How to Find All Your Subscriptions (Every Account, Every Platform)

Subscriptions have a way of multiplying quietly. A free trial here, a streaming service there, an app upgrade you barely remember — and suddenly you're paying for a dozen things you can't easily list off the top of your head. Finding all your active subscriptions takes a little digging, but it's entirely doable once you know where to look.

Why Subscriptions Are Hard to Track in the First Place

Modern subscription billing is deliberately low-friction. Companies charge small amounts on rotating schedules — monthly, annually, or even weekly — specifically because small charges are easy to miss. Many subscriptions also renew automatically after a free trial without a reminder email, and some bill through third-party platforms (like Apple or Google) rather than the company directly, which means they don't show up under a single account.

The result: your subscriptions are scattered across your email, bank statements, app stores, and individual service accounts. There's no single master list — unless you build one.

Start With Your Bank and Credit Card Statements 💳

Your payment history is the most reliable source of truth. Go through the last 12 months of statements on every card and bank account you use for online purchases. Look for:

  • Recurring charges — same amount, same merchant, repeating monthly or annually
  • Small charges (under $15) that are easy to overlook
  • Unfamiliar merchant names — subscription billers often use parent company names (e.g., "DCLR*" instead of the app's actual name)

Flag anything that repeats or that you can't immediately identify. Many banking apps now have a built-in recurring charges view — check your app's spending insights or transaction filters.

Check Your Apple, Google, or Amazon Account

If you've ever subscribed through an app on your phone or tablet, the charge likely routes through the platform's billing system — not the app company directly. That means you need to check each store separately.

PlatformWhere to Look
Apple (iOS/Mac)Settings → [Your Name] → Subscriptions
Google (Android)Google Play app → Profile → Payments & Subscriptions
AmazonAccount & Lists → Memberships & Subscriptions
PayPalSettings → Payments → Manage Automatic Payments

These platform dashboards show only subscriptions billed through them — not subscriptions you signed up for directly on a website.

Search Your Email Inbox

Your inbox holds a paper trail for almost every subscription you've ever started. Search for terms like:

  • "receipt"
  • "subscription confirmed"
  • "your trial is ending"
  • "billing reminder"
  • "renewal notice"
  • "invoice"

Search in Gmail, Outlook, Apple Mail, or wherever your primary email lives. Also check any secondary email addresses — people often use alternate accounts for free trials and forget about them entirely.

If you have years of email, sorting by sender and scanning for billing-related domains (like noreply@, billing@, or invoices@) can speed this up significantly.

Use a Subscription Tracking App 🔍

Several apps are built specifically to aggregate and display your subscriptions by connecting to your bank accounts or email. Tools in this category scan for recurring charges and present them in a single dashboard.

The tradeoff: these apps require access to sensitive data — your email inbox, bank feeds, or both. Before connecting anything, understand what data the app accesses, how it's stored, and whether it shares information with third parties. Read the privacy policy, not just the feature list.

For users comfortable with that access, subscription trackers can save significant time. For users who prefer not to grant that level of access, the manual method (statements + email + app stores) covers the same ground without sharing credentials.

Don't Forget These Easy-to-Miss Sources

Beyond the main channels, subscriptions can hide in a few unexpected places:

  • Password manager entries — if you saved login credentials for a service, you probably have an account (and possibly an active subscription)
  • Browser saved passwords — same logic applies; a saved password often signals an account you've forgotten
  • Family sharing plans — if you're part of someone else's plan (or vice versa), the subscription may not appear in your own billing history
  • Work email accounts — software tools, productivity apps, and cloud storage subscriptions sometimes get tied to work addresses and autopay

The Variables That Make This Different for Everyone

How complex this process is depends heavily on your situation:

  • Number of payment methods used — one card means one statement to review; five cards means five
  • How long you've been subscribing to digital services — longer history means more accounts and more places to check
  • Which devices you use — iOS-only users have a simpler app store search than someone across Apple, Android, and Amazon devices
  • Whether you use a dedicated email for signups — a separate email for trials and services makes searching far faster
  • Your comfort with third-party tools — whether you want to use a tracking app changes the entire approach

Someone who uses one credit card, one email, and only iOS subscriptions can audit everything in under 30 minutes. Someone with multiple cards, several email accounts, and subscriptions across every platform may need a couple of hours and a spreadsheet to get a complete picture.

The methods are the same — but how thoroughly you need to apply each one depends entirely on how your own digital life is organized.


The response must consist of every record, restated word for word.

◇ ◇ ◇ ◇ ◇

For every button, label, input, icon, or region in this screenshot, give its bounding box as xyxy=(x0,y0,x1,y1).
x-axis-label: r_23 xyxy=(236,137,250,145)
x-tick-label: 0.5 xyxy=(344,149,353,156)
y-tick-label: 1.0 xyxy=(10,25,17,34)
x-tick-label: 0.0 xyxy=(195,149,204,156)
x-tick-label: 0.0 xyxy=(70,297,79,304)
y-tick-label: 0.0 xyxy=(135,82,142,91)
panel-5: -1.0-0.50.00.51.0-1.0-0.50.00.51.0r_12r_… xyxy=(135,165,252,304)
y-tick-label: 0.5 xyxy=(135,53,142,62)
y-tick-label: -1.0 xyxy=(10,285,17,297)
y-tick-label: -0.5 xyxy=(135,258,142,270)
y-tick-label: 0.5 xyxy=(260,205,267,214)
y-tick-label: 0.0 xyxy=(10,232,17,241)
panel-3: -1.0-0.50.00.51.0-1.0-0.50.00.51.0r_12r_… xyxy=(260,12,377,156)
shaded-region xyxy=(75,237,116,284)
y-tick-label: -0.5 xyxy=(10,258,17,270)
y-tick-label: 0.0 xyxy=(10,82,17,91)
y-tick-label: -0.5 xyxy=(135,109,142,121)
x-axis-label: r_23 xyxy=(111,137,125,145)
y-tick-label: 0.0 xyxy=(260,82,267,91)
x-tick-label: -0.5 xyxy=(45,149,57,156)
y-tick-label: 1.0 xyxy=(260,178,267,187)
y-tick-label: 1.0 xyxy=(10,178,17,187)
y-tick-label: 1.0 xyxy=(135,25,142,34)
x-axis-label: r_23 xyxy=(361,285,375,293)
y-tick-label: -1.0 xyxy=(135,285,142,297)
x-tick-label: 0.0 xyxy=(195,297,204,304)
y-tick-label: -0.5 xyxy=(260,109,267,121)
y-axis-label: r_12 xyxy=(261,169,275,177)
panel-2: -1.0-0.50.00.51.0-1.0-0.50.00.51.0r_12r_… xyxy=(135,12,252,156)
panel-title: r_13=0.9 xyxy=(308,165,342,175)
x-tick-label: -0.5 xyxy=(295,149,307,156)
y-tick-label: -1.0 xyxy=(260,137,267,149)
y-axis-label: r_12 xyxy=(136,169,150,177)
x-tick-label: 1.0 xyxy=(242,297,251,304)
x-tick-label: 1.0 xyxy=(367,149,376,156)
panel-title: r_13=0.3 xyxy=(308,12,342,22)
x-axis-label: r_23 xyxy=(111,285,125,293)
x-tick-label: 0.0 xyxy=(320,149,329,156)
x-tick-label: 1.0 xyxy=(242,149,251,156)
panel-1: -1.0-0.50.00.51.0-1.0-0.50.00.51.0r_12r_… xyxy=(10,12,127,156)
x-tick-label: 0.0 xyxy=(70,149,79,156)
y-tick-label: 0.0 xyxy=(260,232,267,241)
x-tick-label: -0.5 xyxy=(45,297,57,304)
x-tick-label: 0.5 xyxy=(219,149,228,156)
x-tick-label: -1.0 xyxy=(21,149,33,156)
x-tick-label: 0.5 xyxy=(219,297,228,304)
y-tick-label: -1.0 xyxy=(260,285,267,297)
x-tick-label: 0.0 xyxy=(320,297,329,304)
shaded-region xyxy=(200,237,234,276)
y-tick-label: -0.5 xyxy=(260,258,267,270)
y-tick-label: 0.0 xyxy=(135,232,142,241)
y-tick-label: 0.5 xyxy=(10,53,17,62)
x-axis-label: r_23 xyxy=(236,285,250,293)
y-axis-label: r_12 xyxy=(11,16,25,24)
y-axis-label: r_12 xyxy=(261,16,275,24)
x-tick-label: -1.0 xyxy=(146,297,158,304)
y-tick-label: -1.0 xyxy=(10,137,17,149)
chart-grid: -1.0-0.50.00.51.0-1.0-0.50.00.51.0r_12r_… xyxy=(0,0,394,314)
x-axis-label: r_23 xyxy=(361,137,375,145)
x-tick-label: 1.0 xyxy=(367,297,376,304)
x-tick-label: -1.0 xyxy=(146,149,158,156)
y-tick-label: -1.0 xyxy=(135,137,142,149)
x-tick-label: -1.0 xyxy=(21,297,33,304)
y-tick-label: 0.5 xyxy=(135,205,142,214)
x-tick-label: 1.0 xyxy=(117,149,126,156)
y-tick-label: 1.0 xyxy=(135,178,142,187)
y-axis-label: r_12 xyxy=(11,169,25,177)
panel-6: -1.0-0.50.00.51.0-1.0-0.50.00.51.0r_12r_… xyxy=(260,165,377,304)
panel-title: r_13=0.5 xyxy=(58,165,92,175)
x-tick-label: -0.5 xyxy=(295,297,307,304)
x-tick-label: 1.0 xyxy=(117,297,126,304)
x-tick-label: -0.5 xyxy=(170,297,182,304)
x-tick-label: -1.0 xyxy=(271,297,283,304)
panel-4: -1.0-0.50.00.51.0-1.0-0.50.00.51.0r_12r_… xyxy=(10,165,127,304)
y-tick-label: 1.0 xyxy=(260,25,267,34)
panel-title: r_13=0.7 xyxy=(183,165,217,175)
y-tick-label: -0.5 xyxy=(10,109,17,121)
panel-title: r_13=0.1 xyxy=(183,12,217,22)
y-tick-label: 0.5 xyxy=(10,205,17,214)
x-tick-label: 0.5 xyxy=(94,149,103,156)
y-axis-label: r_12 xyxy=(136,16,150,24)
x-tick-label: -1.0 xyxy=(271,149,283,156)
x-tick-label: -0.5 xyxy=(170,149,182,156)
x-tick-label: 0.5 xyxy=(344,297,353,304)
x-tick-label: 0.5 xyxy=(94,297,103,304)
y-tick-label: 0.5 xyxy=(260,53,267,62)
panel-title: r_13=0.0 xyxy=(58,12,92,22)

◇ ◇ ◇ ◇ ◇

- Your solution
For every button, label, input, icon, or region in this screenshot, give its bounding box as xyxy=(x0,y0,x1,y1).
x-axis-label: r_23 xyxy=(236,137,250,145)
x-tick-label: 0.5 xyxy=(344,149,353,156)
y-tick-label: 1.0 xyxy=(10,25,17,34)
x-tick-label: 0.0 xyxy=(195,149,204,156)
x-tick-label: 0.0 xyxy=(70,297,79,304)
y-tick-label: 0.0 xyxy=(135,82,142,91)
panel-5: -1.0-0.50.00.51.0-1.0-0.50.00.51.0r_12r_… xyxy=(135,165,252,304)
y-tick-label: 0.5 xyxy=(135,53,142,62)
y-tick-label: -1.0 xyxy=(10,285,17,297)
y-tick-label: -0.5 xyxy=(135,258,142,270)
y-tick-label: 0.5 xyxy=(260,205,267,214)
y-tick-label: 0.0 xyxy=(10,232,17,241)
panel-3: -1.0-0.50.00.51.0-1.0-0.50.00.51.0r_12r_… xyxy=(260,12,377,156)
shaded-region xyxy=(75,237,116,284)
y-tick-label: -0.5 xyxy=(10,258,17,270)
y-tick-label: 0.0 xyxy=(10,82,17,91)
y-tick-label: -0.5 xyxy=(135,109,142,121)
x-axis-label: r_23 xyxy=(111,137,125,145)
y-tick-label: 0.0 xyxy=(260,82,267,91)
x-tick-label: -0.5 xyxy=(45,149,57,156)
y-tick-label: 1.0 xyxy=(260,178,267,187)
y-tick-label: 1.0 xyxy=(10,178,17,187)
y-tick-label: 1.0 xyxy=(135,25,142,34)
x-axis-label: r_23 xyxy=(361,285,375,293)
y-tick-label: -1.0 xyxy=(135,285,142,297)
x-tick-label: 0.0 xyxy=(195,297,204,304)
y-tick-label: -0.5 xyxy=(260,109,267,121)
y-axis-label: r_12 xyxy=(261,169,275,177)
panel-2: -1.0-0.50.00.51.0-1.0-0.50.00.51.0r_12r_… xyxy=(135,12,252,156)
panel-title: r_13=0.9 xyxy=(308,165,342,175)
x-tick-label: -0.5 xyxy=(295,149,307,156)
y-tick-label: -1.0 xyxy=(260,137,267,149)
y-axis-label: r_12 xyxy=(136,169,150,177)
x-tick-label: 1.0 xyxy=(242,297,251,304)
x-tick-label: 1.0 xyxy=(367,149,376,156)
panel-title: r_13=0.3 xyxy=(308,12,342,22)
x-axis-label: r_23 xyxy=(111,285,125,293)
x-tick-label: 0.0 xyxy=(320,149,329,156)
x-tick-label: 1.0 xyxy=(242,149,251,156)
panel-1: -1.0-0.50.00.51.0-1.0-0.50.00.51.0r_12r_… xyxy=(10,12,127,156)
x-tick-label: 0.0 xyxy=(70,149,79,156)
y-tick-label: 0.0 xyxy=(260,232,267,241)
x-tick-label: -0.5 xyxy=(45,297,57,304)
x-tick-label: 0.5 xyxy=(219,149,228,156)
x-tick-label: -1.0 xyxy=(21,149,33,156)
x-tick-label: 0.5 xyxy=(219,297,228,304)
y-tick-label: -1.0 xyxy=(260,285,267,297)
x-tick-label: 0.0 xyxy=(320,297,329,304)
shaded-region xyxy=(200,237,234,276)
y-tick-label: -0.5 xyxy=(260,258,267,270)
y-tick-label: 0.0 xyxy=(135,232,142,241)
y-tick-label: 0.5 xyxy=(10,53,17,62)
x-axis-label: r_23 xyxy=(236,285,250,293)
y-axis-label: r_12 xyxy=(11,16,25,24)
y-axis-label: r_12 xyxy=(261,16,275,24)
x-tick-label: -1.0 xyxy=(146,297,158,304)
y-tick-label: -1.0 xyxy=(10,137,17,149)
chart-grid: -1.0-0.50.00.51.0-1.0-0.50.00.51.0r_12r_… xyxy=(0,0,394,314)
x-axis-label: r_23 xyxy=(361,137,375,145)
x-tick-label: 1.0 xyxy=(367,297,376,304)
x-tick-label: -1.0 xyxy=(146,149,158,156)
y-tick-label: -1.0 xyxy=(135,137,142,149)
x-tick-label: -1.0 xyxy=(21,297,33,304)
y-tick-label: 0.5 xyxy=(135,205,142,214)
x-tick-label: 1.0 xyxy=(117,149,126,156)
y-tick-label: 1.0 xyxy=(135,178,142,187)
y-axis-label: r_12 xyxy=(11,169,25,177)
panel-6: -1.0-0.50.00.51.0-1.0-0.50.00.51.0r_12r_… xyxy=(260,165,377,304)
panel-title: r_13=0.5 xyxy=(58,165,92,175)
x-tick-label: -0.5 xyxy=(295,297,307,304)
x-tick-label: 1.0 xyxy=(117,297,126,304)
x-tick-label: -0.5 xyxy=(170,297,182,304)
x-tick-label: -1.0 xyxy=(271,297,283,304)
panel-4: -1.0-0.50.00.51.0-1.0-0.50.00.51.0r_12r_… xyxy=(10,165,127,304)
y-tick-label: 1.0 xyxy=(260,25,267,34)
panel-title: r_13=0.7 xyxy=(183,165,217,175)
y-tick-label: -0.5 xyxy=(10,109,17,121)
panel-title: r_13=0.1 xyxy=(183,12,217,22)
y-tick-label: 0.5 xyxy=(10,205,17,214)
x-tick-label: 0.5 xyxy=(94,149,103,156)
y-axis-label: r_12 xyxy=(136,16,150,24)
x-tick-label: -1.0 xyxy=(271,149,283,156)
x-tick-label: -0.5 xyxy=(170,149,182,156)
x-tick-label: 0.5 xyxy=(344,297,353,304)
x-tick-label: 0.5 xyxy=(94,297,103,304)
y-tick-label: 0.5 xyxy=(260,53,267,62)
panel-title: r_13=0.0 xyxy=(58,12,92,22)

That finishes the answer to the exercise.